Even as a grown man, my brother struggled under our father’s disapproval. Meanwhile Dad bragged to his friends about my career as a television-news reporter. He had no clue I was also a drug addict and a drunk.

I confessed all this a dozen years ago — not to my father and brother but to Jesus. The Gospel seed my father planted in us as children had finally sprouted. Since then, I’ve slowly, tenuously reconstructed my life and family and moved on from my past. But now, with our father three years in the ground and my brother sitting in front of me, low on meds and holding Satan’s scepter of the damned, the past is not so past. My brother pours Dr Pepper from a two-liter bottle into a thirty-ounce plastic Subway cup he never goes anywhere without, like a fast-food-sponsored athlete in training for a diabetes competition. He sips, stubs out his smoke, and pulls out his marijuana pipe, the stem of which is a Confederate flag, as if he bought it in a Klan head shop. Twice he has called me after getting arrested for pot: “Dude,” he said each time, “you’re not going to believe what happened.”

He was right. I couldn’t believe he’d made the front page of the local Tennessee paper for irrigating two acres of marijuana that weren’t his.

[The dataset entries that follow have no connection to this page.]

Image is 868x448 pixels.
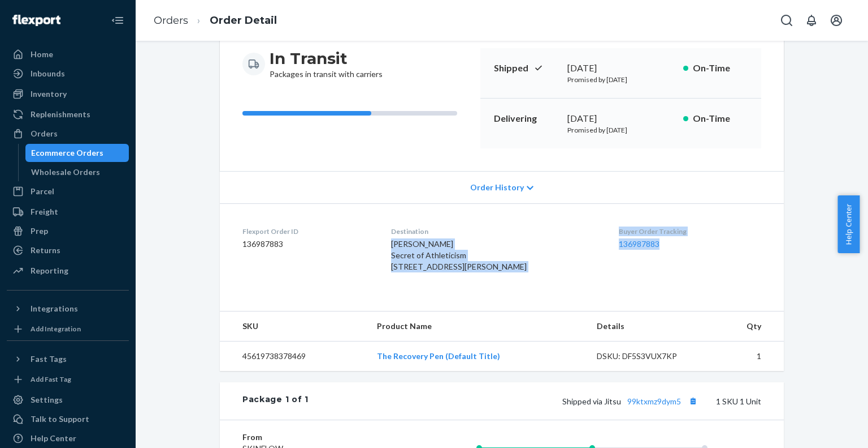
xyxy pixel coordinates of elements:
[494,112,559,125] p: Delivering
[31,303,78,314] div: Integrations
[106,9,129,32] button: Close Navigation
[627,397,681,406] a: 99ktxmz9dym5
[7,261,129,279] a: Reporting
[568,75,674,84] p: Promised by [DATE]
[693,61,748,75] p: On-Time
[31,413,89,425] div: Talk to Support
[568,112,674,125] div: [DATE]
[7,222,129,240] a: Prep
[31,353,67,364] div: Fast Tags
[7,390,129,408] a: Settings
[368,312,588,341] th: Product Name
[800,9,823,32] button: Open notifications
[243,238,373,249] dd: 136987883
[562,397,700,406] span: Shipped via Jitsu
[7,182,129,201] a: Parcel
[243,431,377,443] dt: From
[470,182,524,193] span: Order History
[619,238,660,248] a: 136987883
[270,48,383,79] div: Packages in transit with carriers
[31,49,53,60] div: Home
[31,374,71,384] div: Add Fast Tag
[31,245,60,256] div: Returns
[31,206,59,218] div: Freight
[7,64,129,82] a: Inbounds
[7,106,129,124] a: Replenishments
[25,144,129,162] a: Ecommerce Orders
[7,372,129,386] a: Add Fast Tag
[31,166,100,178] div: Wholesale Orders
[7,322,129,336] a: Add Integration
[377,350,500,360] a: The Recovery Pen (Default Title)
[588,312,712,341] th: Details
[31,68,65,79] div: Inbounds
[31,265,69,276] div: Reporting
[31,128,58,139] div: Orders
[693,112,748,125] p: On-Time
[7,241,129,259] a: Returns
[153,14,189,26] a: Orders
[7,45,129,63] a: Home
[392,238,527,271] span: [PERSON_NAME] Secret of Athleticism [STREET_ADDRESS][PERSON_NAME]
[619,227,762,236] dt: Buyer Order Tracking
[597,350,703,361] div: DSKU: DF5S3VUX7KP
[712,312,784,341] th: Qty
[220,341,368,371] td: 45619738378469
[31,225,48,237] div: Prep
[837,195,860,253] button: Help Center
[13,14,60,26] img: Flexport logo
[392,227,602,236] dt: Destination
[568,125,674,135] p: Promised by [DATE]
[309,393,762,408] div: 1 SKU 1 Unit
[31,89,67,99] div: Inventory
[243,393,309,408] div: Package 1 of 1
[270,48,383,69] h3: In Transit
[25,163,129,181] a: Wholesale Orders
[31,185,54,197] div: Parcel
[31,394,63,406] div: Settings
[686,393,700,408] button: Copy tracking number
[209,14,277,26] a: Order Detail
[7,299,129,317] button: Integrations
[776,9,799,32] button: Open Search Box
[7,202,129,220] a: Freight
[7,429,129,447] a: Help Center
[31,433,77,443] div: Help Center
[494,61,559,75] p: Shipped
[144,4,286,37] ol: breadcrumbs
[31,147,104,158] div: Ecommerce Orders
[7,125,129,143] a: Orders
[568,61,674,75] div: [DATE]
[7,350,129,368] button: Fast Tags
[31,108,90,120] div: Replenishments
[243,227,373,236] dt: Flexport Order ID
[220,312,368,341] th: SKU
[31,323,81,333] div: Add Integration
[7,410,129,428] a: Talk to Support
[712,341,784,371] td: 1
[826,9,848,32] button: Open account menu
[7,85,129,103] a: Inventory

And I couldn’t believe he’d thought his California-issued medicinal-marijuana card would keep him from getting busted for possession in Texas. (For something that’s supposed to relieve his anxiety, weed sure seems to be the cause of a lot of it.)

In my brother’s mind it wasn’t his fault he’d let some dude borrow his hose to water a pot crop, any more than it was his fault he looked like a central-casting drug dealer: long ponytail, purple-lensed granny glasses, Fu Manchu mustache. It was the cops’ fault. The crooked, profiling cops.

But he’s not getting caught on this trip, he says. He’s packing his stash wrapped in tinfoil, sprayed with deer urine, and taped to the inside of his engine, as per a YouTube tutorial.

“Good luck sniffing that out,” he says, tapping the pipe’s bowl on the heel of his Teva sandal.

I don’t ask where he got the deer urine from.